Shares of Astro rose as much as 6.5% or two sen to 33 sen in morning trades on Friday, its highest since March 18, 2024. The stock was last trading at 32.5 sen at 10.20am, after 6.8 million shares changed hands. In contrast, the telecom-and-media sector was slightly lower, while the country’s benchmark index FBM KLCI was down 0.1%.

CGS International, the sole research house out of 12 with a “buy” call, is projecting that Astro’s free cash flow could rebound to between RM350 million and RM400 million in the 12-month ending January 2026 (FY2026) and FY2027, from below RM300 million in FY2025.

The strong free cash flows “provide room for reinstatement of dividends,” said CGS International, noting that the company declared a dividend per share of just 0.25 sen for FY2024, which translates into a 6% payout despite reporting “healthy” cash generation.

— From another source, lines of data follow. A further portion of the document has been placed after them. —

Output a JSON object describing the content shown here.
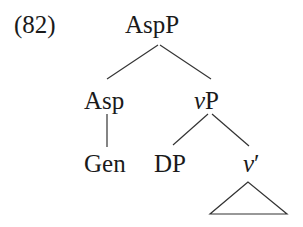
{
  "example_number": "(82)",
  "tree": {
    "root": "AspP",
    "asp": "Asp",
    "gen": "Gen",
    "vp_italic": "v",
    "vp_rest": "P",
    "dp": "DP",
    "vbar_italic": "v",
    "vbar_prime": "′"
  }
}
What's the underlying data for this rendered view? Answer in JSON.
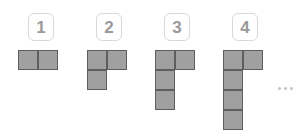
{
  "diagram": {
    "type": "figurate-sequence",
    "colors": {
      "cell_fill": "#a0a0a0",
      "cell_border": "#5e5e5e",
      "label_border": "#d9d9d9",
      "label_text": "#9a9a9a",
      "ellipsis_dot": "#c2c2c2",
      "background": "#ffffff"
    },
    "cell_size_px": 20,
    "figures": [
      {
        "label": "1",
        "label_x": 28,
        "label_y": 13,
        "grid_x": 18,
        "grid_y": 50,
        "square_count": 2,
        "rows": 1,
        "cols": 2,
        "cells": [
          [
            0,
            0
          ],
          [
            1,
            0
          ]
        ]
      },
      {
        "label": "2",
        "label_x": 96,
        "label_y": 13,
        "grid_x": 87,
        "grid_y": 50,
        "square_count": 3,
        "rows": 2,
        "cols": 2,
        "cells": [
          [
            0,
            0
          ],
          [
            1,
            0
          ],
          [
            0,
            1
          ]
        ]
      },
      {
        "label": "3",
        "label_x": 164,
        "label_y": 13,
        "grid_x": 155,
        "grid_y": 50,
        "square_count": 4,
        "rows": 3,
        "cols": 2,
        "cells": [
          [
            0,
            0
          ],
          [
            1,
            0
          ],
          [
            0,
            1
          ],
          [
            0,
            2
          ]
        ]
      },
      {
        "label": "4",
        "label_x": 232,
        "label_y": 13,
        "grid_x": 223,
        "grid_y": 50,
        "square_count": 5,
        "rows": 4,
        "cols": 2,
        "cells": [
          [
            0,
            0
          ],
          [
            1,
            0
          ],
          [
            0,
            1
          ],
          [
            0,
            2
          ],
          [
            0,
            3
          ]
        ]
      }
    ],
    "continuation": {
      "symbol": "...",
      "x": 278,
      "y": 87,
      "dot_count": 3
    }
  }
}
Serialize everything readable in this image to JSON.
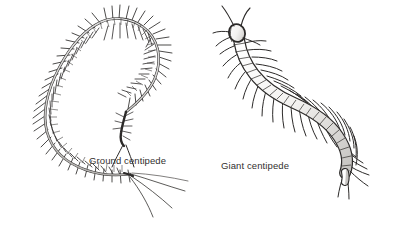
{
  "plate": {
    "name": "centipede-comparison-plate",
    "background_color": "#ffffff",
    "ink_color": "#2a2a2a",
    "body_fill_color": "#f2f1ef",
    "body_shade_color": "#c9c7c4",
    "label_color": "#32302f",
    "width": 398,
    "height": 237
  },
  "figures": [
    {
      "id": "ground-centipede",
      "label": "Ground centipede",
      "label_x": 89,
      "label_y": 155,
      "description": "slender elongate centipede curved in a broad hook, numerous fine slender legs, long trailing terminal legs",
      "body_style": "slender",
      "leg_count_drawn": 44,
      "orientation": "head lower-center, body arching up and around to the left and down to tail at lower left"
    },
    {
      "id": "giant-centipede",
      "label": "Giant centipede",
      "label_x": 221,
      "label_y": 160,
      "description": "robust broadly segmented centipede in an S-curve, stout tapering legs, long curved antennae at head",
      "body_style": "robust",
      "leg_count_drawn": 23,
      "orientation": "head upper left with antennae, body sweeping down to the right and curving to tail at lower right"
    }
  ]
}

Analyst consensus remained broadly cautious, with six out of 12 telling investors to sell the stock, while another five have a “hold” rating, and only CGS International recommended a “buy” call, according to Bloomberg. The consensus’ 12-month target price is 31 sen.

Astro closed its FY2024 with record-low profits since its listing in 2012, as content cost surged with the strengthening US dollar and revenue fell with lower subscriptions, advertising, programming rights sales, and cessation of its Go Shop operations.

The company has laid off 20% of its staff, and CGS International noted that the slew of cost-cutting measures that also included increasing digitalisation, appears to be starting to bear fruit, given that the margin on earnings before interest, tax, depreciation and amortisation (Ebitda) has widened 123 basis points to 37.2% in FY2024.

Dividend payout could rebound further to 50% by FY2026 and FY2027, as core net profit possibly surges 72% in FY2026 and 24% in FY2027 on annual cost savings, even as revenue falls, the house said. Ebitda margin should expand to 37%-46% in FY2025-FY2027, it noted.

Shares of Astro have tumbled 22% so far this year, continuing the downward spiral after losing more than half of its market value since 2021, as the company battled cord-cutting amid competition from internet-streaming services, such as Netflix.

“The acute share price weakness is warranted,” CGS International said, but the house now sees Astro’s shares trading at a “deep discount” of 3.5 times the forward enterprise multiples versus its 10-year average of 6.2 times. The house has a target price of 49 sen, which implies 4.7 times the enterprise multiples.